Friday 19 February 2010

Deadlines



Looking back I've realised that the jobs that involved working to tight deadlines gave me the most satisfaction. The best jobs are the ones where you can look back at the end of the day and see how much (or little) you've achieved. They can be looked upon as little victories (or defeats). They make the job more interesting.

I've written in previous posts about the deadlines we worked to in the bank. I also worked to tight deadlines when pricing up invoices at a frozen food company. I've worked at places where deadlines were non-existent or so lax as to be worthless. Those tended to be the jobs I hated. I'd find myself staring out of the window rather than doing my work, and getting bored by the minute.

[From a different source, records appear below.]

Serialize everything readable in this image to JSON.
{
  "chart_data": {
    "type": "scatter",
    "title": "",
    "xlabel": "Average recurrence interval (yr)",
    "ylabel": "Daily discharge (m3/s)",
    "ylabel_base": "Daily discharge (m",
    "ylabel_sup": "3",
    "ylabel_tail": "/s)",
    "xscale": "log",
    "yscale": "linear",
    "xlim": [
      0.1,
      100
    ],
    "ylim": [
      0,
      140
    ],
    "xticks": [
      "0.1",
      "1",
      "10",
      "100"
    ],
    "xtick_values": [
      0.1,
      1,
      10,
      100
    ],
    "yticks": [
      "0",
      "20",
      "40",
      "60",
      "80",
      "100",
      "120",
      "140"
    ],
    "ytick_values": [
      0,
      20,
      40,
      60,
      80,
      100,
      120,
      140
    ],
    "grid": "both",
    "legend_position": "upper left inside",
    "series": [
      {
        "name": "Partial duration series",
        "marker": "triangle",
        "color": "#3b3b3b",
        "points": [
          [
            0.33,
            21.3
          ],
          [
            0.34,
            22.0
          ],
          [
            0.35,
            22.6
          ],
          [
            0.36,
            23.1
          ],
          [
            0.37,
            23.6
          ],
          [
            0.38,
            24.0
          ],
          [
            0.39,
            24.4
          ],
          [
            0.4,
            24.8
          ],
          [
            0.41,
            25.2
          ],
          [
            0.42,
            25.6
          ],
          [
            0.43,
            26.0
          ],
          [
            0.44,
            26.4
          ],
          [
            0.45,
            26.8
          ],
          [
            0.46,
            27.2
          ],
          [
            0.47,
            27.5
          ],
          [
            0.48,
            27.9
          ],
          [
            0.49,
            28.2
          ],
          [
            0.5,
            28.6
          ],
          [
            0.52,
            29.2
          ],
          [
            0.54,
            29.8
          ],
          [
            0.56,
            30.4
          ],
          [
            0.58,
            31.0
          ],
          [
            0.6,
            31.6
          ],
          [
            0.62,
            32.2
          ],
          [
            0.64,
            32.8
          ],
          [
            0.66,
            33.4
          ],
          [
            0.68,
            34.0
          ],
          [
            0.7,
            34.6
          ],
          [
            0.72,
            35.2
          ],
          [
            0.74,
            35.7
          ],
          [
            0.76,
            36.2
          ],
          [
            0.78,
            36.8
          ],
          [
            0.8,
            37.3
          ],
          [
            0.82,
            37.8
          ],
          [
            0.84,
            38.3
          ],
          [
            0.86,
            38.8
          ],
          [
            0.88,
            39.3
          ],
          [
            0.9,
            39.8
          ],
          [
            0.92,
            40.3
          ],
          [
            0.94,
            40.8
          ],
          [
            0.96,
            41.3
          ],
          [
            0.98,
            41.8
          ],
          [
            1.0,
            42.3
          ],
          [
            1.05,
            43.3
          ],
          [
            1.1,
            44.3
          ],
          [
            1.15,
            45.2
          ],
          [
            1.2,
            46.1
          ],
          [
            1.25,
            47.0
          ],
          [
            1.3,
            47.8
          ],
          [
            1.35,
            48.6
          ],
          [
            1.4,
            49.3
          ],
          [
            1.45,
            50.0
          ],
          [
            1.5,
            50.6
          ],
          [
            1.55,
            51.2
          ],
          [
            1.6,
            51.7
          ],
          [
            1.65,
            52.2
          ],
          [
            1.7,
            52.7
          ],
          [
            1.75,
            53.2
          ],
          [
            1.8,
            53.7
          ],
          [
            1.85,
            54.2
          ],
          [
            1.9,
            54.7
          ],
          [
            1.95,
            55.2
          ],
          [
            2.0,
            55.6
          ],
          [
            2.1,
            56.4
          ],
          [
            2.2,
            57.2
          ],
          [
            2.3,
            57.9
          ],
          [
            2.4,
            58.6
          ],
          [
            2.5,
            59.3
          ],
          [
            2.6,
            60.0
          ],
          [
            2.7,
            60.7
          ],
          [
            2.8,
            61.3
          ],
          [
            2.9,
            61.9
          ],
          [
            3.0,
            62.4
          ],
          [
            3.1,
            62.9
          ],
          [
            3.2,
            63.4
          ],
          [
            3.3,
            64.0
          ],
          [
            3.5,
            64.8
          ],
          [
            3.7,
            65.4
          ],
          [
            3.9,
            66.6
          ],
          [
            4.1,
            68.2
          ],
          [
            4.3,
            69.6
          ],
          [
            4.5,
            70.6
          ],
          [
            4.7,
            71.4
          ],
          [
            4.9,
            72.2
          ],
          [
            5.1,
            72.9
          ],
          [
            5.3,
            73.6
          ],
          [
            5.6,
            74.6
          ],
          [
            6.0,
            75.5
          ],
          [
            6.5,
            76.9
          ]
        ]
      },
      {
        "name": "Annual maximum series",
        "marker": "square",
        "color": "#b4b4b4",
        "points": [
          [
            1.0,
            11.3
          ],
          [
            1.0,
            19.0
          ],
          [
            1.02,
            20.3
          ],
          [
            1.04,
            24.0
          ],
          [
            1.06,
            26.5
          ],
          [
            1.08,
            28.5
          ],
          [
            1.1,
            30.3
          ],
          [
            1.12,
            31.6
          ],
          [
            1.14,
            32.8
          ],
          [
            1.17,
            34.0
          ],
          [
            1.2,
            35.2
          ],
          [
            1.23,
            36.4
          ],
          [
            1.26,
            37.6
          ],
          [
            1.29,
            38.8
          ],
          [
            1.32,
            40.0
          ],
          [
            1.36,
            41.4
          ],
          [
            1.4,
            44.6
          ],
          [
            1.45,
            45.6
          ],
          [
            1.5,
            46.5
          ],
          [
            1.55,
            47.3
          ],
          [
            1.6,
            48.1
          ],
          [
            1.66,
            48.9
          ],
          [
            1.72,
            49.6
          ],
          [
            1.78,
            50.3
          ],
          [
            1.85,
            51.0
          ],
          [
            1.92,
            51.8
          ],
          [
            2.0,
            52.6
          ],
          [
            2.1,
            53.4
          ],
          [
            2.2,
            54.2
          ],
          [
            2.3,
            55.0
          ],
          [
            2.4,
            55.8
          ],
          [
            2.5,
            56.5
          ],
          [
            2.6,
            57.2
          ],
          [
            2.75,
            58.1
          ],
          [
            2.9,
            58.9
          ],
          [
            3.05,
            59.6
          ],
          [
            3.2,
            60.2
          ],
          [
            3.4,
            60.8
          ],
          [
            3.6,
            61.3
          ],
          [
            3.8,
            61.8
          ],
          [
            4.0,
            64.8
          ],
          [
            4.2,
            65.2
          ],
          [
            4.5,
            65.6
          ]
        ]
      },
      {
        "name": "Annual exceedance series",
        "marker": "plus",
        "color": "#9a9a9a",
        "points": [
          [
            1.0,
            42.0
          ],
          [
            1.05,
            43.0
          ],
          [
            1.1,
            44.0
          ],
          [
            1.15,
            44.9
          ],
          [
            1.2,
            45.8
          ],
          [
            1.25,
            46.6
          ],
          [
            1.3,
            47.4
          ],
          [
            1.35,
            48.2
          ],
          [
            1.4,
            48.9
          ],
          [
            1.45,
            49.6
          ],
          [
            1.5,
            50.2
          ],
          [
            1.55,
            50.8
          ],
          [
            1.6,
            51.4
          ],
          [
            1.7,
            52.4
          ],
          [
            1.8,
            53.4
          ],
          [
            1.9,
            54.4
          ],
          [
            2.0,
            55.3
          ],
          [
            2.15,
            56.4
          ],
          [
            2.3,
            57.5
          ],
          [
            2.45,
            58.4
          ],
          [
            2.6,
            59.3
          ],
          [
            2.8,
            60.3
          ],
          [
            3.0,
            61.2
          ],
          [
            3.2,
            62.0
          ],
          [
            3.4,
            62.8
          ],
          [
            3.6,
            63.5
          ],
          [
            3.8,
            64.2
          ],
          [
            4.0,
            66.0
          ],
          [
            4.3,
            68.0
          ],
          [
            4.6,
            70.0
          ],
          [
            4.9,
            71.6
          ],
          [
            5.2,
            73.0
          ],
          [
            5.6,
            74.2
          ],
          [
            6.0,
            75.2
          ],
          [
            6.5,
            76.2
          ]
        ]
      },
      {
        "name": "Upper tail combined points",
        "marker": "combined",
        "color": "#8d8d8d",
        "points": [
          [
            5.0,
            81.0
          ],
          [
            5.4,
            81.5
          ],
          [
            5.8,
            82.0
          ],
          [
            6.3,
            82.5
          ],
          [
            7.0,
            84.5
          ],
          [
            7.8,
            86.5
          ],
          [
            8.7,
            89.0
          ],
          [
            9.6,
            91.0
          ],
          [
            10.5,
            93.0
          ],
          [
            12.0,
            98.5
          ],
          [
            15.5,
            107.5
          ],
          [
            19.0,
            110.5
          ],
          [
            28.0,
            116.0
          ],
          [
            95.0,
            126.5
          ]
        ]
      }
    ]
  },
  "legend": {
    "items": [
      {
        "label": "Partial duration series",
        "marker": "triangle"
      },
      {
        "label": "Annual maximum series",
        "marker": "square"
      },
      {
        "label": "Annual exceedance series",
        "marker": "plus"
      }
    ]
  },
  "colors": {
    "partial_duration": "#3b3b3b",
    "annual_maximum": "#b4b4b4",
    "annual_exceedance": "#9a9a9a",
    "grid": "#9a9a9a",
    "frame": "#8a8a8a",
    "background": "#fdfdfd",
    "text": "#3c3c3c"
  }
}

Is it the protestant work ethic? Does the devil make work for idle hands? Is work actually good for us? I've been unemployed a few times over the years and I have to say I prefer to have a job, even a bad one. Just the act of getting out of bed and going to work gives structure to the day.
Having a job with an easily understood set of objectives set against a structure that has built in deadlines makes the day go quicker. If the working day goes quicker, then the evenings and leisure time come that much quicker too.

In the early seventies I worked inthe sales office at Telfers in Cadby Hall, West London. It was just along from Olympia and within a fifteen minute walk from my flat in Shepherds Bush.
There were three of us responsible for answering the phones and taking orders for pies, sausages and burgers that found their way into almost every chip shop in London, and every works canteen across half the country. Briefly, a customer would ring up and order his requirements for the next day's delivery. Our job was to take his order down, allocate it to the correct van salesman, and ensure that enough product was manufactured in the factories. One factory was in Cadby Hall and the other in Stratford, East London. We'd place a preliminary order by ten in the morning based on previous sales and whether it was raining or not (and other factors, like how much stock we were carrying from the previous day). As the day progressed, the pressure increased. There was a deadline for the customers to ring their order in, and the phone calls got more frantic as the deadline loomed. There was another deadline to order the goods from the factory. In between those times there was half an hour when all the loadsheets and spreadsheets had to be added up and cross balanced. And all done without computers.

The days would fly by. At that time I was playing mandolin in a traditional Irish folk group collective. The lineup of the group fluctuated according to whoever was available, from a basic five piece up to fifteen or so. It was loose and tight at the same time. We played pubs all over West London and at one stage played every night except Mondays, and twice on Sundays, all in different venues. It was great while it lasted.

It ended when Telfers decided to move out of Cadby Hall. The sales depot moved to Isleworth and production to Northampton. I didn't fancy commuting to Isleworth from Shepherds Bush, and there were brand new houses available to anyone who relocated to Northampton.
We were paying £8.50 a week for a grotty two room bedsit with a leaky roof and shared bathroom and no heating. They were offering a brand new three bedroomed terrace house with central heating for the same weekly rental.
No contest.
It was just that the job I took was shite.